Representatives of the U.S. credit derivatives market voted against implementing a restructuring definition proposed by European credit professionals by a majority of around 2:1 at last week's International Swaps and Derivatives Association meeting, according to bankers who attended the meeting. The vote, albeit informal and unbinding, is a major setback for efforts to establish a global restructuring definition. The meeting, which was attended by about 60 credit derivatives professionals, was held via video conference at Goldman Sachs' New York and London offices. Only about 20 of the attendees voted on the question of whether the U.S. market should adopt the Aug. 27 definition, also known as "modified-modified restructuring."

However, some European market participants are still optimistic that a global restructuring definition is viable. They think that once Europe has finalized the proposal and the traders can see it works it will garner more support. Paul Varotsis, executive director in the structured credit trading group at Lehman Brothers in London, thinks Europe will likely go ahead and introduce the new language and revisit the issue of the U.S. adopting it once the proposal becomes reality.

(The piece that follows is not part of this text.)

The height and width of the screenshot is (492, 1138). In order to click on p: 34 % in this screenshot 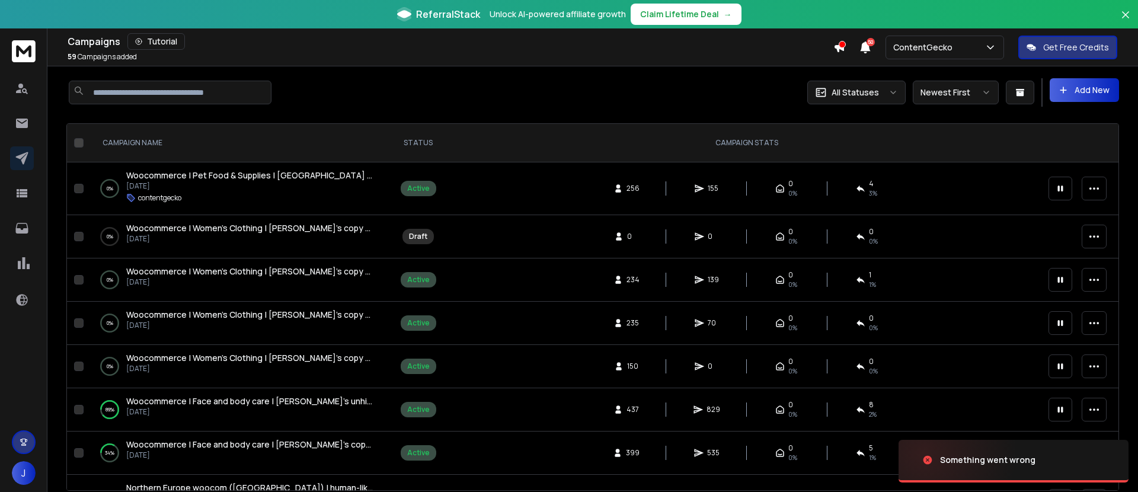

Although the U.S. community rejected the proposal, one New York official said he would be happy to accept modified-modified restructuring if it were offered in tandem with a contract without the restructuring trigger event. A standard liquid contract was vital to get the instrument off the ground, but now that it is an established market he advocates splitting the market globally into a no-restructuring contract, which would suit bond investors, and a contract with a restructuring trigger, which would mirror the loan market.

If the European credit derivatives market decides to opt for the Aug. 27 proposal it still has work to do on the cash settlement clause, according to lawyers, who said that mod-mod R restricts the amount of deliverable obligations so it needs to make the cash settlement fallback more robust.